Hardy looked at her, his whiskey eyes liquid with unshed tears. ‘‘Will you go with me to see Miss Victoria tomorrow? I’d give half of the time I have left on earth to see her face when she looks at you.’’
She glanced at Wes, but he was staring down into the drink a bartender had brought him. Allie didn’t know what to do, but it seemed to matter so much to the old man that she nodded.
‘‘I’ll call for you at nine.’’ A touch of the manners he’d learned in youth laced through Maxwell Hardy’s voice. ‘‘Thank you, Miss Allyce Meghan Catlin. After all these years, a simple letter brought you home.’’
‘‘I’ll be coming along,’’ Wes interrupted. ‘‘Just to see that she’s left in safe hands. She’s been through a great deal. I promised her that much.’’
The old sheriff looked at Wes as if he were intruding. ‘‘All right, Mr. McLain. I’ll call for you both. The ranch is about a two-hour ride from here. I assume you have horses, but a bullet I took in the leg a few years back prevents me from riding in anything but a buggy.’’
Hardy stood and gathered his gloves and hat to leave. He downed the last of his liquor. ‘‘Don’t tell anyone else in town why you’re here. There are those who might give quite a lot to see that no grandchild of Victoria’s ever reaches her ranch.’’

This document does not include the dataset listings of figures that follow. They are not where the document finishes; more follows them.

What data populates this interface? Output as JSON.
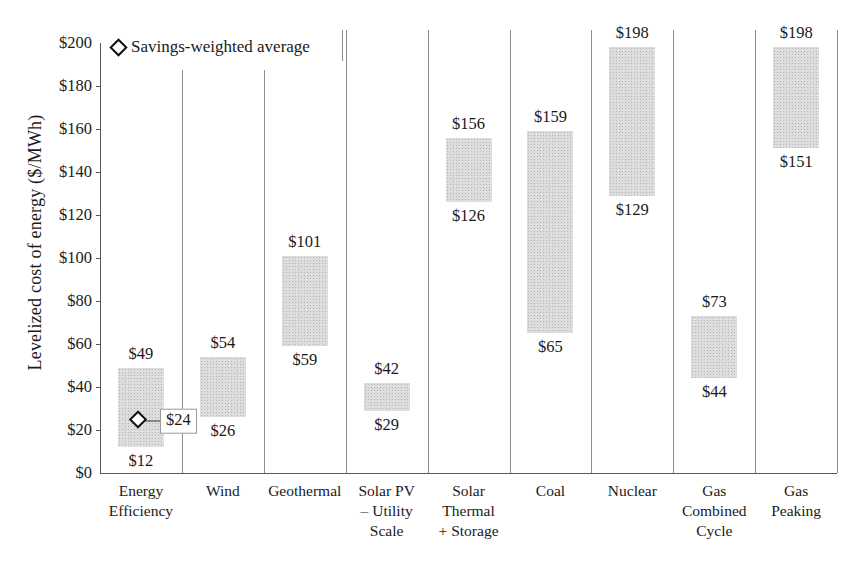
{
  "chart_data": {
    "type": "bar",
    "subtype": "floating-range-bar",
    "title": "",
    "xlabel": "",
    "ylabel": "Levelized cost of energy ($/MWh)",
    "ylim": [
      0,
      200
    ],
    "ytick_step": 20,
    "ytick_labels": [
      "$0",
      "$20",
      "$40",
      "$60",
      "$80",
      "$100",
      "$120",
      "$140",
      "$160",
      "$180",
      "$200"
    ],
    "ytick_values": [
      0,
      20,
      40,
      60,
      80,
      100,
      120,
      140,
      160,
      180,
      200
    ],
    "grid": false,
    "categories": [
      "Energy Efficiency",
      "Wind",
      "Geothermal",
      "Solar PV – Utility Scale",
      "Solar Thermal + Storage",
      "Coal",
      "Nuclear",
      "Gas Combined Cycle",
      "Gas Peaking"
    ],
    "category_label_lines": [
      [
        "Energy",
        "Efficiency"
      ],
      [
        "Wind"
      ],
      [
        "Geothermal"
      ],
      [
        "Solar PV",
        "– Utility",
        "Scale"
      ],
      [
        "Solar",
        "Thermal",
        "+ Storage"
      ],
      [
        "Coal"
      ],
      [
        "Nuclear"
      ],
      [
        "Gas",
        "Combined",
        "Cycle"
      ],
      [
        "Gas",
        "Peaking"
      ]
    ],
    "low": [
      12,
      26,
      59,
      29,
      126,
      65,
      129,
      44,
      151
    ],
    "high": [
      49,
      54,
      101,
      42,
      156,
      159,
      198,
      73,
      198
    ],
    "low_labels": [
      "$12",
      "$26",
      "$59",
      "$29",
      "$126",
      "$65",
      "$129",
      "$44",
      "$151"
    ],
    "high_labels": [
      "$49",
      "$54",
      "$101",
      "$42",
      "$156",
      "$159",
      "$198",
      "$73",
      "$198"
    ],
    "markers": [
      {
        "category": "Energy Efficiency",
        "value": 24,
        "label": "$24",
        "name": "Savings-weighted average"
      }
    ],
    "bar_color": "#dcdcdc"
  },
  "legend": {
    "position": "top-left",
    "entries": [
      {
        "marker": "diamond",
        "label": "Savings-weighted average"
      }
    ]
  }
}
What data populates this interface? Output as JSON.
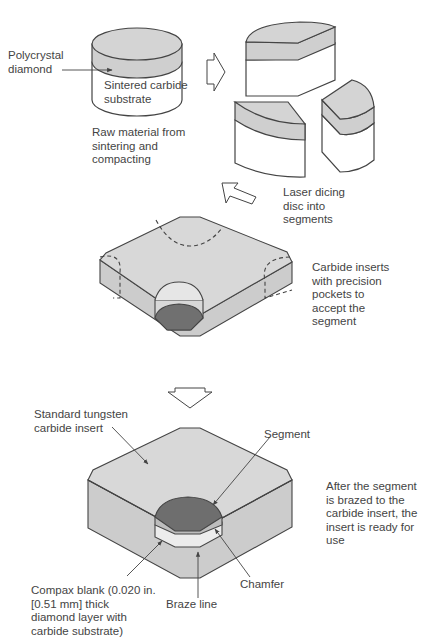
{
  "diagram": {
    "colors": {
      "diamond_layer": "#cfcfcf",
      "insert_body": "#d8d8d8",
      "pocket_floor": "#707070",
      "segment_top": "#6e6e6e",
      "outline": "#444444",
      "substrate": "#ffffff"
    },
    "labels": {
      "polycrystal_diamond": "Polycrystal\ndiamond",
      "sintered_substrate": "Sintered carbide\nsubstrate",
      "raw_material": "Raw material from\nsintering and\ncompacting",
      "laser_dicing": "Laser dicing\ndisc into\nsegments",
      "carbide_inserts": "Carbide inserts\nwith precision\npockets to\naccept the\nsegment",
      "standard_insert": "Standard tungsten\ncarbide insert",
      "segment": "Segment",
      "after_brazed": "After the segment\nis brazed to the\ncarbide insert, the\ninsert is ready for\nuse",
      "chamfer": "Chamfer",
      "braze_line": "Braze line",
      "compax_blank": "Compax blank (0.020 in.\n[0.51 mm] thick\ndiamond layer with\ncarbide substrate)"
    },
    "steps": [
      {
        "name": "raw-disc",
        "description": "Raw material from sintering and compacting"
      },
      {
        "name": "diced-segments",
        "description": "Laser dicing disc into segments"
      },
      {
        "name": "pocketed-insert",
        "description": "Carbide inserts with precision pockets to accept the segment"
      },
      {
        "name": "finished-insert",
        "description": "After the segment is brazed to the carbide insert, the insert is ready for use"
      }
    ]
  }
}
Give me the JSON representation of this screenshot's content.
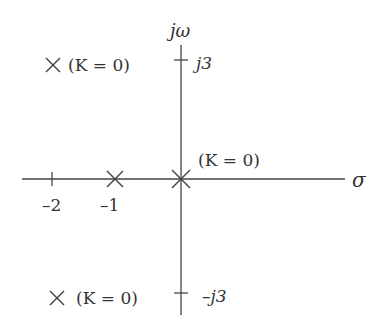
{
  "axes": {
    "imag_label": "jω",
    "real_label": "σ"
  },
  "ticks": {
    "real": [
      {
        "value": -2,
        "label": "–2"
      },
      {
        "value": -1,
        "label": "–1"
      }
    ],
    "imag": [
      {
        "value": 3,
        "label": "j3"
      },
      {
        "value": -3,
        "label": "–j3"
      }
    ]
  },
  "poles": [
    {
      "location": "-1+0j",
      "label": ""
    },
    {
      "location": "0+0j",
      "label": "(K = 0)"
    },
    {
      "location": "-2.0+j3",
      "label": "(K = 0)"
    },
    {
      "location": "-2.0-j3",
      "label": "(K = 0)"
    }
  ],
  "labels": {
    "upper_pole": "(K = 0)",
    "origin_pole": "(K = 0)",
    "lower_pole": "(K = 0)",
    "tick_neg2": "–2",
    "tick_neg1": "–1",
    "tick_j3": "j3",
    "tick_negj3": "–j3",
    "jw": "jω",
    "sigma": "σ"
  },
  "colors": {
    "stroke": "#333333",
    "background": "#ffffff"
  }
}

He left without explaining.
Wes ordered two bowls of the new kind of stew, called chili, he’d learned to eat on trail drives. They didn’t say a word as they waited. Wes drank another shot of whiskey and Allie stared at her hands. He didn’t know what to say. He didn’t want to get her hopes up. He’d heard stories of families rejecting captives who’d lived with the Indians. He’d even seen a father once turn his back on his two daughters after they’d been returned to civilization. They were better off dead and, as far as he was concerned, they were, the father had said. The girls had cried and clung to him, but he’d pulled away and left them without another word.